2nd
L (Yr 7 Entry) 9-10
Achievement Standard
By the end of Year 10, students interact with peers, teachers and others using
Auslan to communicate about personal interests and broader issues relating to
the Deaf community.
They participate in class discussions, explaining and clarifying positions,
asking follow-up questions, using non-manual features for topicalisation or
negation and responding to each other’s comments, for example IF DS:place-person
DEAF TEACHER MEANS DEAF HEARING STUDENT EQUAL-all.
They initiate and sustain interactions; ask for repetition, clarification or
confirmation; use more elaborate sentence structures, such as embedding clauses;
and use discourse markers such as SURPRISE, INCREDIBLE, WOW or UM.
They engage in different processes of collaborative learning, including
planning, negotiating and problem-solving, using familiar and some spontaneous
language.
They follow protocols when interacting with each other or with interpreters or
Deaf visitors to the classroom, for example by interrupting conversations
appropriately, waiting for eye gaze or for the signer to finish, or by providing
context for a new participant joining a conversation.
Students locate, interpret and analyse information from a variety of signed
texts, such as announcements, news reports and vlogs, using context and
knowledge of depicting conventions to work out unfamiliar meaning.
They demonstrate understanding by paraphrasing, summarising and explaining main
ideas, key themes or sequences of events.
They interpret different types of creative and imaginative texts, such as Deaf
performances or different expressive art forms, describing and comparing their
responses.
They plan, draft and present informative and imaginative texts, linking and
sequencing ideas using conjunctions such as BUT or IF… THEN… as well as joining
clauses with NMFs to build cohesion and to extend clauses.
With support, they use constructed action (CA) to portray characters in a
narrative, modify indicating verbs for non-present referents with increasing
accuracy across a text, for example PRO1 ASK-her and use more complex entity
depicting signs, for example DS(point):man-walks-slowly.
They translate and interpret texts and create bilingual texts and resources to
use in the wider school community, comparing different interpretations and
making decisions in relation to dealing with instances of non-equivalence.
Students explain culturally appropriate and ethical behaviour for interpreting
and translating texts, and consider potential consequences of inaccurate
interpreting.
They reflect on how their own ways of communicating may be interpreted when
interacting with deaf people, and modify elements of their behaviour such as the
use of eye contact, facial expression or body language as appropriate.
Students identify and describe instances of CA in signed texts and explain how
signers use CA and depicting signs in composite utterances.
They identify and classify non-manual features in signed texts and describe
their function.
They know that signs can be iconic in a number of ways, and identify iconic
signs that represent a whole object or part of an object.
They distinguish between viewer and diagrammatic space, including whether viewer
space refers to referents that are present or non-present.
Students investigate and analyse the nature of variation in the use of Auslan,
explaining influences such as geographical location, social groupings and
history, educational experience, age of learners, family background and degree
of contact with Signed English or other languages.
They make comparisons between the ecologies of Auslan and signed languages in
other countries, in relation to issues such as language policies and rights,
advocacy, reform and language vitality.
They identify factors that help to maintain and strengthen the use of Auslan,
such as intergenerational contact and bilingual school programs.
Students know that Auslan plays an important role in the expression and
maintenance of Deaf culture and in assuring the rights of every deaf person.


* EXERCISE GOAL *
Copy every entry below verbatim, except for images.

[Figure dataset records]
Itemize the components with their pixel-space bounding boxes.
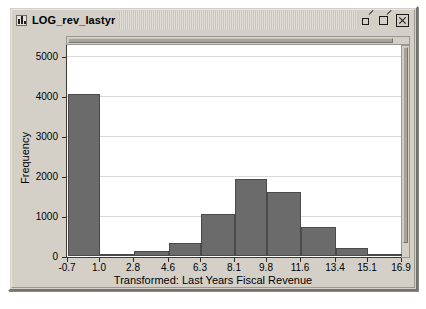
x-axis-tick-label: 15.1 <box>350 263 384 273</box>
y-axis-tick-label: 0 <box>18 252 58 262</box>
histogram-bar <box>368 254 402 256</box>
bar-chart-icon <box>16 15 27 26</box>
titlebar-buttons <box>358 11 413 29</box>
plot-vscrollbar[interactable] <box>401 45 410 258</box>
hscrollbar-thumb[interactable] <box>68 38 393 43</box>
x-axis-title: Transformed: Last Years Fiscal Revenue <box>13 274 413 286</box>
histogram-bar <box>169 243 201 256</box>
histogram-bar <box>301 227 335 256</box>
y-axis-tick-label: 2000 <box>18 172 58 182</box>
window-titlebar[interactable]: LOG_rev_lastyr <box>13 11 413 29</box>
plot-frame: -0.71.02.84.66.38.19.811.613.415.116.9 <box>66 36 410 258</box>
minimize-button[interactable] <box>362 14 374 26</box>
y-axis-tick-label: 5000 <box>18 52 58 62</box>
vscrollbar-thumb[interactable] <box>403 47 408 243</box>
titlebar-drag-area[interactable] <box>119 11 358 29</box>
histogram-bar <box>68 94 100 256</box>
x-axis-tick-label: 2.8 <box>116 263 150 273</box>
histogram-bars <box>67 45 401 256</box>
y-axis-tick-label: 1000 <box>18 212 58 222</box>
y-axis-tick-label: 4000 <box>18 92 58 102</box>
maximize-button[interactable] <box>379 14 391 26</box>
titlebar-left: LOG_rev_lastyr <box>13 11 119 29</box>
histogram-bar <box>134 251 168 256</box>
y-axis-tick-label: 3000 <box>18 132 58 142</box>
plot-hscrollbar[interactable] <box>66 36 410 45</box>
x-axis-tick-label: 6.3 <box>183 263 217 273</box>
histogram-bar <box>100 254 134 256</box>
x-axis-tick-label: 8.1 <box>217 263 251 273</box>
chart-window: LOG_rev_lastyr Frequency 010002000300040… <box>8 6 418 291</box>
x-axis-tick-label: 9.8 <box>249 263 283 273</box>
plot-area <box>66 45 401 258</box>
screenshot-root: LOG_rev_lastyr Frequency 010002000300040… <box>0 0 426 309</box>
close-button[interactable] <box>396 14 409 27</box>
chart-panel: Frequency 010002000300040005000 -0.71.02… <box>13 30 413 286</box>
window-title: LOG_rev_lastyr <box>32 15 115 26</box>
histogram-bar <box>336 248 368 256</box>
x-axis-tick-label: 11.6 <box>283 263 317 273</box>
histogram-bar <box>267 192 301 256</box>
x-axis-tick-label: 1.0 <box>82 263 116 273</box>
x-axis-tick-label: 4.6 <box>151 263 185 273</box>
histogram-bar <box>201 214 235 256</box>
x-axis-tick-label: 13.4 <box>318 263 352 273</box>
x-axis-tick-label: 16.9 <box>384 263 418 273</box>
x-axis-tick-label: -0.7 <box>50 263 84 273</box>
histogram-bar <box>235 179 267 256</box>
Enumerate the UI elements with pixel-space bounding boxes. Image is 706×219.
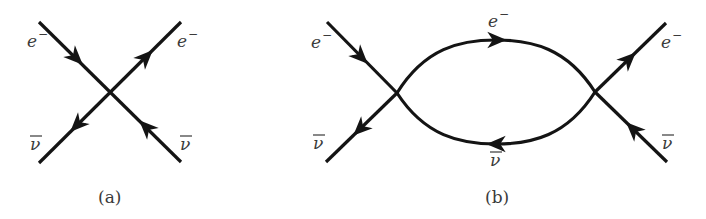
label-antineutrino-in: ν	[180, 134, 190, 154]
label-electron-in-sup: −	[38, 27, 48, 41]
label-loop-electron-sup: −	[499, 7, 509, 21]
label-electron-in: e	[27, 31, 37, 51]
label-antineutrino-in: ν	[662, 133, 672, 153]
caption-a: (a)	[98, 187, 121, 207]
label-electron-in: e	[311, 32, 321, 52]
label-loop-antineutrino: ν	[490, 150, 500, 170]
label-antineutrino-out: ν	[313, 133, 323, 153]
label-electron-out: e	[661, 32, 671, 52]
label-electron-out-sup: −	[188, 27, 198, 41]
label-electron-out-sup: −	[672, 28, 682, 42]
feynman-diagrams: e − e − ν ν (a) e − e − e − ν	[0, 0, 706, 219]
caption-b: (b)	[485, 187, 509, 207]
loop-electron-propagator	[397, 40, 595, 93]
label-antineutrino-out: ν	[30, 134, 40, 154]
diagram-a: e − e − ν ν (a)	[27, 22, 198, 207]
loop-antineutrino-propagator	[397, 92, 595, 144]
label-electron-out: e	[177, 31, 187, 51]
label-electron-in-sup: −	[322, 28, 332, 42]
diagram-b: e − e − e − ν ν ν (b)	[311, 7, 682, 207]
label-loop-electron: e	[488, 11, 498, 31]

* WRITTEN SOLUTION *
Itemize the components with their pixel-space bounding boxes.
x-axis-tick-label: 15.1 <box>350 263 384 273</box>
y-axis-tick-label: 0 <box>18 252 58 262</box>
histogram-bar <box>368 254 402 256</box>
bar-chart-icon <box>16 15 27 26</box>
titlebar-buttons <box>358 11 413 29</box>
plot-vscrollbar[interactable] <box>401 45 410 258</box>
hscrollbar-thumb[interactable] <box>68 38 393 43</box>
x-axis-title: Transformed: Last Years Fiscal Revenue <box>13 274 413 286</box>
histogram-bar <box>169 243 201 256</box>
histogram-bar <box>301 227 335 256</box>
y-axis-tick-label: 2000 <box>18 172 58 182</box>
window-titlebar[interactable]: LOG_rev_lastyr <box>13 11 413 29</box>
plot-frame: -0.71.02.84.66.38.19.811.613.415.116.9 <box>66 36 410 258</box>
minimize-button[interactable] <box>362 14 374 26</box>
y-axis-tick-label: 5000 <box>18 52 58 62</box>
vscrollbar-thumb[interactable] <box>403 47 408 243</box>
titlebar-drag-area[interactable] <box>119 11 358 29</box>
histogram-bar <box>68 94 100 256</box>
x-axis-tick-label: 2.8 <box>116 263 150 273</box>
histogram-bars <box>67 45 401 256</box>
y-axis-tick-label: 1000 <box>18 212 58 222</box>
y-axis-tick-label: 4000 <box>18 92 58 102</box>
maximize-button[interactable] <box>379 14 391 26</box>
titlebar-left: LOG_rev_lastyr <box>13 11 119 29</box>
histogram-bar <box>134 251 168 256</box>
y-axis-tick-label: 3000 <box>18 132 58 142</box>
plot-hscrollbar[interactable] <box>66 36 410 45</box>
x-axis-tick-label: 6.3 <box>183 263 217 273</box>
histogram-bar <box>100 254 134 256</box>
x-axis-tick-label: 8.1 <box>217 263 251 273</box>
chart-window: LOG_rev_lastyr Frequency 010002000300040… <box>8 6 418 291</box>
x-axis-tick-label: 9.8 <box>249 263 283 273</box>
plot-area <box>66 45 401 258</box>
screenshot-root: LOG_rev_lastyr Frequency 010002000300040… <box>0 0 426 309</box>
close-button[interactable] <box>396 14 409 27</box>
chart-panel: Frequency 010002000300040005000 -0.71.02… <box>13 30 413 286</box>
window-title: LOG_rev_lastyr <box>32 15 115 26</box>
histogram-bar <box>336 248 368 256</box>
x-axis-tick-label: 11.6 <box>283 263 317 273</box>
histogram-bar <box>267 192 301 256</box>
x-axis-tick-label: 1.0 <box>82 263 116 273</box>
x-axis-tick-label: 4.6 <box>151 263 185 273</box>
histogram-bar <box>201 214 235 256</box>
x-axis-tick-label: 13.4 <box>318 263 352 273</box>
x-axis-tick-label: 16.9 <box>384 263 418 273</box>
x-axis-tick-label: -0.7 <box>50 263 84 273</box>
histogram-bar <box>235 179 267 256</box>
Enumerate the UI elements with pixel-space bounding boxes. Image is 706×219.
label-antineutrino-in: ν	[180, 134, 190, 154]
label-electron-in-sup: −	[38, 27, 48, 41]
label-loop-electron-sup: −	[499, 7, 509, 21]
label-electron-in: e	[27, 31, 37, 51]
label-antineutrino-in: ν	[662, 133, 672, 153]
caption-a: (a)	[98, 187, 121, 207]
label-electron-in: e	[311, 32, 321, 52]
label-loop-antineutrino: ν	[490, 150, 500, 170]
label-antineutrino-out: ν	[313, 133, 323, 153]
label-electron-out: e	[661, 32, 671, 52]
label-electron-out-sup: −	[188, 27, 198, 41]
label-electron-out-sup: −	[672, 28, 682, 42]
feynman-diagrams: e − e − ν ν (a) e − e − e − ν	[0, 0, 706, 219]
caption-b: (b)	[485, 187, 509, 207]
loop-electron-propagator	[397, 40, 595, 93]
label-antineutrino-out: ν	[30, 134, 40, 154]
diagram-a: e − e − ν ν (a)	[27, 22, 198, 207]
loop-antineutrino-propagator	[397, 92, 595, 144]
label-electron-out: e	[177, 31, 187, 51]
label-electron-in-sup: −	[322, 28, 332, 42]
diagram-b: e − e − e − ν ν ν (b)	[311, 7, 682, 207]
label-loop-electron: e	[488, 11, 498, 31]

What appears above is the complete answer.